Gritty New York City 70s films hold a special place in my heart because my father took me to the theater to see them when I was very, maybe too, young. He had a great way of asking what movie you wanted to see, and then when you picked something age-appropriate like Herbie The Love Bug, he would just say, “No. We’re going to see this.” And off to The Seven Ups or The Laughing Policeman you went. I suspect he just went through the motions of giving you a choice hoping he could get a twofer, seeing a movie he wanted to see and having you actually hit upon the same thing.
If nothing good was out, we watched a lot of these pictures at his apartment, sharing a bowl of candy corn.
I was never very disappointed to have a Disney film vetoed by my Dad. I was nine or ten years old and I was drinking in the likes of Serpico, Death Wish, and The French Connection, which introduced me to the hellscape of New York City, so different from my own suburban enclave. Throw in some other New York City pictures that offered more complicated themes, like Klute, and the Big Apple seemed even more foreign and forbidding.
The experience could be disorienting. After all, I was watching Jane Fonda fake an orgasm but didn’t know what a call girl was or what exactly she was faking. But it was such a rush and a privilege, something we shared that really wasn’t transferable to anybody else. I mean, I couldn’t really tell kids in my fifth grade class about Dog Day Afternoon.
For me, the best and most accessible of these pictures was The Taking of Pelham One Two Three. I think my father agreed. From the beginning notes, a frenetic, jazzy David Shire score, the city translates musically as a haphazard mess of a place where anything can happen. In the space of 15 minutes, you’re introduced to four hijackers of, of all things, a New York City subway train, their hostages, and every sort of New York City bureaucrat, from the mayor all the way down to the weathered Transit Authority Inspector Garber (Walter Matthau). To a person, every politician, cop, administrator, dispatcher, and train driver is cynical, a little bit “Not my department” lazy, obnoxious, and yet, grudgingly heroic in their ability to work in such a fucked up place. They constantly deride, yell at, and ride each other, but there is a fundamental professionalism in their banter, and when they are put to the test by an exacting master criminal with a plan (Robert Shaw), there is something noble about their efforts. Unlike the feeble and mincing bureaucrats of Dirty Harry’s San Francisco, these folks are simply too harried and put-upon to bother with any kind of agenda, be it liberal, conservative, or something in between. They’re just working stiffs doing the best they can and to a character, they are shockingly well fleshed out even with little dialogue. Add an entire subway car filled with all the denizens of New York City – the pimp, the prostitute, an old Jewish man, non-English speaking immigrants, a mother and her two bratty boys, early feminists, a drunk, a hippie – and the picture becomes a model in drawing characters both strongly and economically.
An example: Shaw has asked for $1 million to be assembled in 60 minutes. He tells Matthau that for every minute he is late with the dough, he’ll kill a hostage. You watch the entire city machinery lurch into action to meet the deadline, including two cops who are tasked with driving the money from the bank to the subway station. They are given a few lines as they wait for the payoff funds, and yet, I became so interested in them, when they crashed their police car trying to make time, I fretted about their fate even though the story couldn’t allow for any resolution.
And as a caper film, you’re not gonna get much better than this. I remember gripping my seat, but I can’t remember whether we were in the theater or at home on the couch. Joseph Sargent, a workmanlike director who fought in the Battle of the Bulge, keeps everything moving while the picture remains funny yet taut, and then dizzying, almost as if patterned on the runaway subway train that closes the film. When you get comfortable, he snaps you back to attention with shocking violence and the expressed terror of the hostages.
Opening credits here, featuring Shire’s unforgettable, commanding soundtrack.
Currently on Showtime. And if you’re seeing Denzel Washington and John Travolta, you’re watching the godawful remake. Bail out.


— Exercise prompt —
Below are entries to examine: work out how many lines contain the word "section", and give only that number.

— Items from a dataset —
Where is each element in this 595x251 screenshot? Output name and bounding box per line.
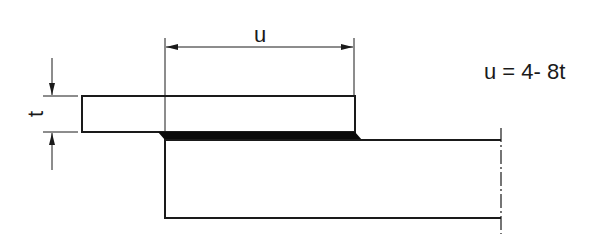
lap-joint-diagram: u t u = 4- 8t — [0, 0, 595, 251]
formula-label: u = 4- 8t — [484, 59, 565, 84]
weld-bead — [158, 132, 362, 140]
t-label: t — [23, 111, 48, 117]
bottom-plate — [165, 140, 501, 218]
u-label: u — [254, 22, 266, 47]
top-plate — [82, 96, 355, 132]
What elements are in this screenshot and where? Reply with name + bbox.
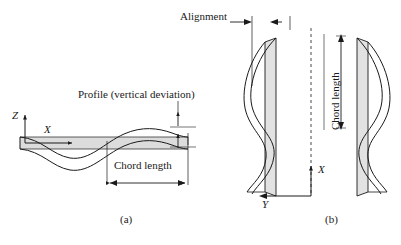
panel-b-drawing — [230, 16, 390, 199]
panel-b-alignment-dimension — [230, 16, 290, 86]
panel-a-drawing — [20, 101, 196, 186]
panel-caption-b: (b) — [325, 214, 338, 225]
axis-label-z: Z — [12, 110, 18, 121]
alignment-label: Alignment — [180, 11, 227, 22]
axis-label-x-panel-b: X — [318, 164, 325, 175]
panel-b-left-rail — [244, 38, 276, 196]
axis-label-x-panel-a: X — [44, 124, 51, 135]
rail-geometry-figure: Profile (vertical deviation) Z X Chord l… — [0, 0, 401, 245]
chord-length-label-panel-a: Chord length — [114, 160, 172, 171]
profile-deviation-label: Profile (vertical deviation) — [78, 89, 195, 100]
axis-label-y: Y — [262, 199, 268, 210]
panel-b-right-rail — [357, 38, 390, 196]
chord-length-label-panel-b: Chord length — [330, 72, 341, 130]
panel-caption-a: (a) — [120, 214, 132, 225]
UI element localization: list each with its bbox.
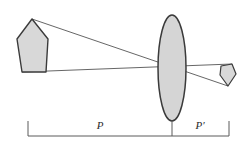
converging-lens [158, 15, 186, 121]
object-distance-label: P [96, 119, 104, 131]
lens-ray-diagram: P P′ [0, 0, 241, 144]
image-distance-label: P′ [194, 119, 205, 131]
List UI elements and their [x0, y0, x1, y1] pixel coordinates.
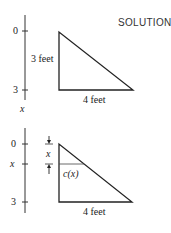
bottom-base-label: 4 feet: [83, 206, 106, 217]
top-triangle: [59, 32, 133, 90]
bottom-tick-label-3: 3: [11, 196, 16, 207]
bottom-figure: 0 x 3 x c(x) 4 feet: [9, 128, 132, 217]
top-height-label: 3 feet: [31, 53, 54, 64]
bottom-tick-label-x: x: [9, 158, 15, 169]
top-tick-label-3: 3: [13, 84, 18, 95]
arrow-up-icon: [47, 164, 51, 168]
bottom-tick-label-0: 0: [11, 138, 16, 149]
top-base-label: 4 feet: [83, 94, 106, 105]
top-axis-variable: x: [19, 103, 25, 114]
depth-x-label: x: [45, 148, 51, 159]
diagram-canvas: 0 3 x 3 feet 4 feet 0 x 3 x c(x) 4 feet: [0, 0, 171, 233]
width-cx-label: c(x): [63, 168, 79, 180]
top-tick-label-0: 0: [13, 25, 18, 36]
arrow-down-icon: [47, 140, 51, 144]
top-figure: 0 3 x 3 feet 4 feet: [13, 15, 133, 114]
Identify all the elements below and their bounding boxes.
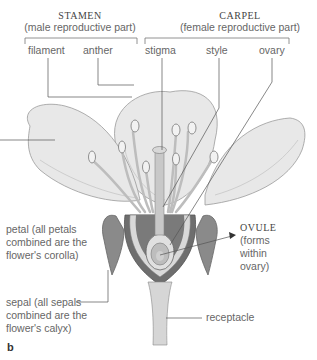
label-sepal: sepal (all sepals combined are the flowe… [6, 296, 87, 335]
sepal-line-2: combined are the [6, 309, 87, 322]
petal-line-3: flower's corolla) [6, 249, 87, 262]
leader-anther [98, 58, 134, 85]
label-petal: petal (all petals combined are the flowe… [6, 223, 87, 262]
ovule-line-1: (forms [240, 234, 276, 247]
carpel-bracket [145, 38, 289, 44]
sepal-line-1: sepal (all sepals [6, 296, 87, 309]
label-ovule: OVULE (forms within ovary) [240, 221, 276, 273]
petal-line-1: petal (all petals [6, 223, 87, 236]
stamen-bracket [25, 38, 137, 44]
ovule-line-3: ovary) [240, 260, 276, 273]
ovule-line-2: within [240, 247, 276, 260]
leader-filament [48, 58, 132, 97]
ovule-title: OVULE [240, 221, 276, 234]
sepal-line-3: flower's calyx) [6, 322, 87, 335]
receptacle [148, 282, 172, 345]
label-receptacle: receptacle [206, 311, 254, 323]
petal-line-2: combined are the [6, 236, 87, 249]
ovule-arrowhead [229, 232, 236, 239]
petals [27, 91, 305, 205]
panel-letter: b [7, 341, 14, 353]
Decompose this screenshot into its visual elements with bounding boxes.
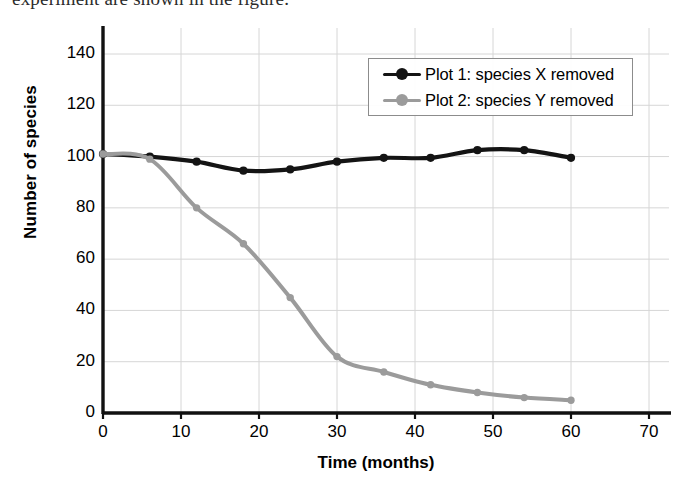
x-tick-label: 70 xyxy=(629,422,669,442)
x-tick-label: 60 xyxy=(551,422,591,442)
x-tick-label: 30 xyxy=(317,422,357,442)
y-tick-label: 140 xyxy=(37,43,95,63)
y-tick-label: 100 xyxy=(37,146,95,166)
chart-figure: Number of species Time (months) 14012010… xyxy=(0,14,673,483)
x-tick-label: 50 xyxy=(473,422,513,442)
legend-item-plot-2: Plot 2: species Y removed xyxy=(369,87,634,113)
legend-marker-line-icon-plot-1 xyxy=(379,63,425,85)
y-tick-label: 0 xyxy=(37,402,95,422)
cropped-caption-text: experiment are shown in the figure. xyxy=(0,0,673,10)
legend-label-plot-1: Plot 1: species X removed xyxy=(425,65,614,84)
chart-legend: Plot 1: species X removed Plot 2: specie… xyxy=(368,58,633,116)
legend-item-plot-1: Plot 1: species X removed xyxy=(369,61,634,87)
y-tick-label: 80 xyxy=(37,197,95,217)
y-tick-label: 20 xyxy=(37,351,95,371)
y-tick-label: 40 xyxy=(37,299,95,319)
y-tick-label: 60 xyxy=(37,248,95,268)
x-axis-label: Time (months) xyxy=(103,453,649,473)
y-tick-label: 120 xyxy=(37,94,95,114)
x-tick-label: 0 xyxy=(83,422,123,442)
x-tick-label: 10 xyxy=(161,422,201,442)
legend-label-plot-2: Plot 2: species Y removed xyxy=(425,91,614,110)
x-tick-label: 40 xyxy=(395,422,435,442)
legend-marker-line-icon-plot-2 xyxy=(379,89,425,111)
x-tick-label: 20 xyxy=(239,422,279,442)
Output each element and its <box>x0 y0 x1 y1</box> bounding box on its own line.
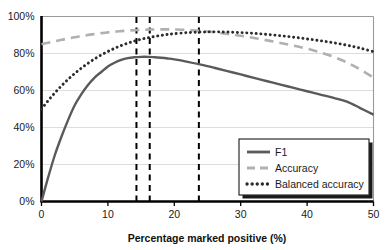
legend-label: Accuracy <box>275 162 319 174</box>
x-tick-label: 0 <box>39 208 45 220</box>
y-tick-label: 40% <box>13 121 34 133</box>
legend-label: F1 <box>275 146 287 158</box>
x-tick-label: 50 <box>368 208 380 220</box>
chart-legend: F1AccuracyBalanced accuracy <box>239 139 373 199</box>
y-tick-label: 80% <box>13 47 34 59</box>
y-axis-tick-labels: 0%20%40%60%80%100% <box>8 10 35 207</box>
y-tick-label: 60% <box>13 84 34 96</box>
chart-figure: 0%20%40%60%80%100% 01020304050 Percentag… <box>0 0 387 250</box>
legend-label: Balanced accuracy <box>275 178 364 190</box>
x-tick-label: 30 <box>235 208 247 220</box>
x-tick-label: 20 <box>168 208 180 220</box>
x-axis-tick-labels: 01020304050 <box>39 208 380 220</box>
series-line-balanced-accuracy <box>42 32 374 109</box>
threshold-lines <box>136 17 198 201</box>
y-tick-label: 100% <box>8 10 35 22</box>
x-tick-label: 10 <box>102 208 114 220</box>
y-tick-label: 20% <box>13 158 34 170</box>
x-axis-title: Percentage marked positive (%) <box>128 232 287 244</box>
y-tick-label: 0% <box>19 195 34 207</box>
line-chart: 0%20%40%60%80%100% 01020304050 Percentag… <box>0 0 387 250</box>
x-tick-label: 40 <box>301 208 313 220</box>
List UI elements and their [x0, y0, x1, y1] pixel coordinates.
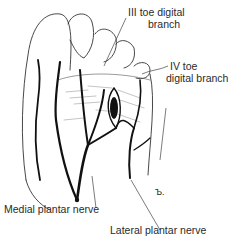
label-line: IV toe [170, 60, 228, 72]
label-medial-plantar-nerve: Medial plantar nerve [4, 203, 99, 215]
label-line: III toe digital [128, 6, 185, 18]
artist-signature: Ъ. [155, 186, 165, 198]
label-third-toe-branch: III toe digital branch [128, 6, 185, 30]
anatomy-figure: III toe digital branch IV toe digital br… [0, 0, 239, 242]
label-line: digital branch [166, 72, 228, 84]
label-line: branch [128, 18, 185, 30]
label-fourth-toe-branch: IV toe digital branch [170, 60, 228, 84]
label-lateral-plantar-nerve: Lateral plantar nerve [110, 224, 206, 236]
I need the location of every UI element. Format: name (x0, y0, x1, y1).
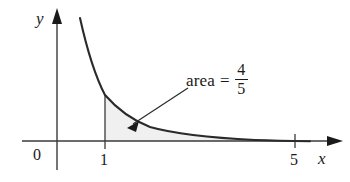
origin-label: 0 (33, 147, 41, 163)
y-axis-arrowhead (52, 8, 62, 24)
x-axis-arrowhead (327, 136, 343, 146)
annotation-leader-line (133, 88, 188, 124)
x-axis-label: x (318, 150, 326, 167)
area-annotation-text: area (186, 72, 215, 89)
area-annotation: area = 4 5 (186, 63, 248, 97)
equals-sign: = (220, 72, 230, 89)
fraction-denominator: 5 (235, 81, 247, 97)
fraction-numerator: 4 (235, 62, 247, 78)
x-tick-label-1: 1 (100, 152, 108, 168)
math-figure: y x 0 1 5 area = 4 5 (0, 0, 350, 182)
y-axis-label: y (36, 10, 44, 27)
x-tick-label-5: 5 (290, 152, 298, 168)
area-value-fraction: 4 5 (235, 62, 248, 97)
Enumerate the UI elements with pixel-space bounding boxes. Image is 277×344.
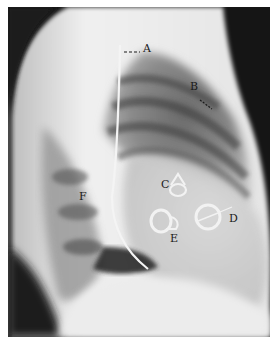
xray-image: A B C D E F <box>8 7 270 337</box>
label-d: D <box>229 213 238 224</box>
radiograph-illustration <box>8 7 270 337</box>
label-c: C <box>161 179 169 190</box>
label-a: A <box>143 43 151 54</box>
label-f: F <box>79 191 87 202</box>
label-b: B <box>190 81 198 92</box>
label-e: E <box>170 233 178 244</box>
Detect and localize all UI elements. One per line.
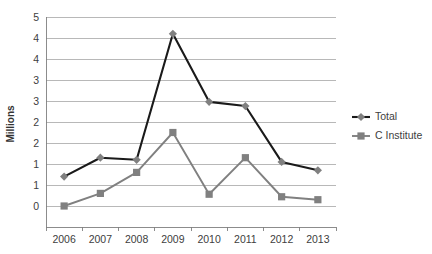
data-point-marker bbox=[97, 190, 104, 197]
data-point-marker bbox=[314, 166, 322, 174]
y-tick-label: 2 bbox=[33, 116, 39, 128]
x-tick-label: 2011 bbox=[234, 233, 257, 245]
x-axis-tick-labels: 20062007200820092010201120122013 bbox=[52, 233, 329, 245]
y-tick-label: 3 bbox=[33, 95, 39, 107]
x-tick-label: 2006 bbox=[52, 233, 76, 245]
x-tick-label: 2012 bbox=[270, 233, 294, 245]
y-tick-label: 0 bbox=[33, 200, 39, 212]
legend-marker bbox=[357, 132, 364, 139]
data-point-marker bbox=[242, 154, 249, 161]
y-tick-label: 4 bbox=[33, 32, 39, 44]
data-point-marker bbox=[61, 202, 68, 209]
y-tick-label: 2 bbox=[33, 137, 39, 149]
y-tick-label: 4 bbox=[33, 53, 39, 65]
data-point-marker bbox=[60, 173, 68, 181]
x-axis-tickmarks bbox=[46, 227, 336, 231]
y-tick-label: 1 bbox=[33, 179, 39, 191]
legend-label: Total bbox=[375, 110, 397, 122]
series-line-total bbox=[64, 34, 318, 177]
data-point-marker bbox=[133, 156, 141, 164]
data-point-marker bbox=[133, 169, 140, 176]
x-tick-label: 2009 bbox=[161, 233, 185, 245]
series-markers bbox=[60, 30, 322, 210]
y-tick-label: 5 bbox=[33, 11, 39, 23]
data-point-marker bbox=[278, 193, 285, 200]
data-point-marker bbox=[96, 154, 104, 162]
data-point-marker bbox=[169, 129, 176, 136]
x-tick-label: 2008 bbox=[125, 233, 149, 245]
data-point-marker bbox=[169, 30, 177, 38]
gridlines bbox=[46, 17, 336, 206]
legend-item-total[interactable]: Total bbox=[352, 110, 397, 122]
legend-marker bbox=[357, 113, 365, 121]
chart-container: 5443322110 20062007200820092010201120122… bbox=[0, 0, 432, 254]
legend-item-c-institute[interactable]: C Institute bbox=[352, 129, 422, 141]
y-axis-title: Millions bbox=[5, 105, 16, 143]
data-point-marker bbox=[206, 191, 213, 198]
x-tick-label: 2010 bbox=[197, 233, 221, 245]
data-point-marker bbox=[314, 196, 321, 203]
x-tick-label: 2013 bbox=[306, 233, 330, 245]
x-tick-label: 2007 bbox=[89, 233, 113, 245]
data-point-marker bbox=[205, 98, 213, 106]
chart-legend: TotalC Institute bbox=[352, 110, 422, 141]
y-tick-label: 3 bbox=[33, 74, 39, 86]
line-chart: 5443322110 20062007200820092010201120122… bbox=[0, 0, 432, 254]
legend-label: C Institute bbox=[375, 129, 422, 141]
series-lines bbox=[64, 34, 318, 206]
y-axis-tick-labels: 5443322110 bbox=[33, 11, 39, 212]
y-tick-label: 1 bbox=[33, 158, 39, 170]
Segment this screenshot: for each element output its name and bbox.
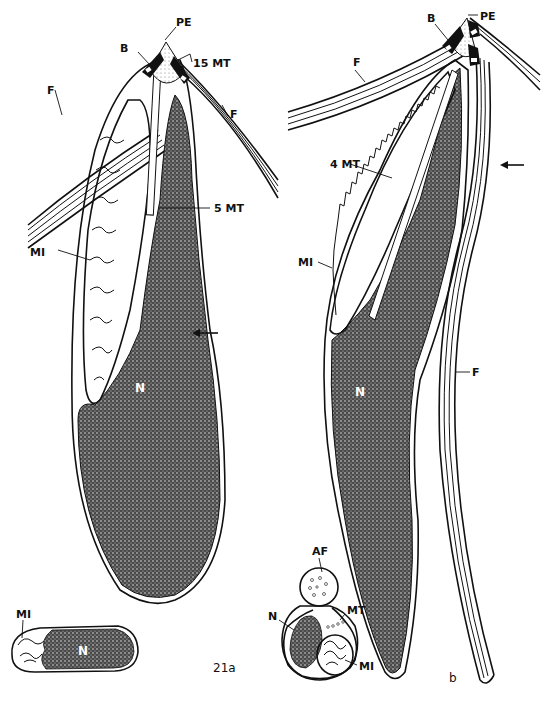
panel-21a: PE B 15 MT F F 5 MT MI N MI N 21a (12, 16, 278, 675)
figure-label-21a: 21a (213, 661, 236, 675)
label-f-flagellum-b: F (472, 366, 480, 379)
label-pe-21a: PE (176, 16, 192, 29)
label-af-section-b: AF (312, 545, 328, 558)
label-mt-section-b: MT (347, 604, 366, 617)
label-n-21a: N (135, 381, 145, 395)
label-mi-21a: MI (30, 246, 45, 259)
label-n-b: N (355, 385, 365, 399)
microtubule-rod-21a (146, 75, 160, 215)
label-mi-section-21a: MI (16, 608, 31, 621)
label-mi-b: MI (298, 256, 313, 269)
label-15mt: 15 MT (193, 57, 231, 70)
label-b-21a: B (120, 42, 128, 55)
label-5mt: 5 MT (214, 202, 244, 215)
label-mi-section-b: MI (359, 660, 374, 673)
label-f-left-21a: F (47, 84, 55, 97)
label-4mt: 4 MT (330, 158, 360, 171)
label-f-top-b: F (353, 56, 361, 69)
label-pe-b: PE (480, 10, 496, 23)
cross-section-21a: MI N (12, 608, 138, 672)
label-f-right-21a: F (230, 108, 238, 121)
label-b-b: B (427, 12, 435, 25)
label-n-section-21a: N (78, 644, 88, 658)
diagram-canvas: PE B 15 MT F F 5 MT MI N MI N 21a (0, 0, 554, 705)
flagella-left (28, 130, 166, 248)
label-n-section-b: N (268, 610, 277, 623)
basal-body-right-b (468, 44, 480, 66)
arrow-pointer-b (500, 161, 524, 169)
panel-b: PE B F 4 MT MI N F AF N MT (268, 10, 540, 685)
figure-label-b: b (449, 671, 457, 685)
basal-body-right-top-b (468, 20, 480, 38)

— Solution —
7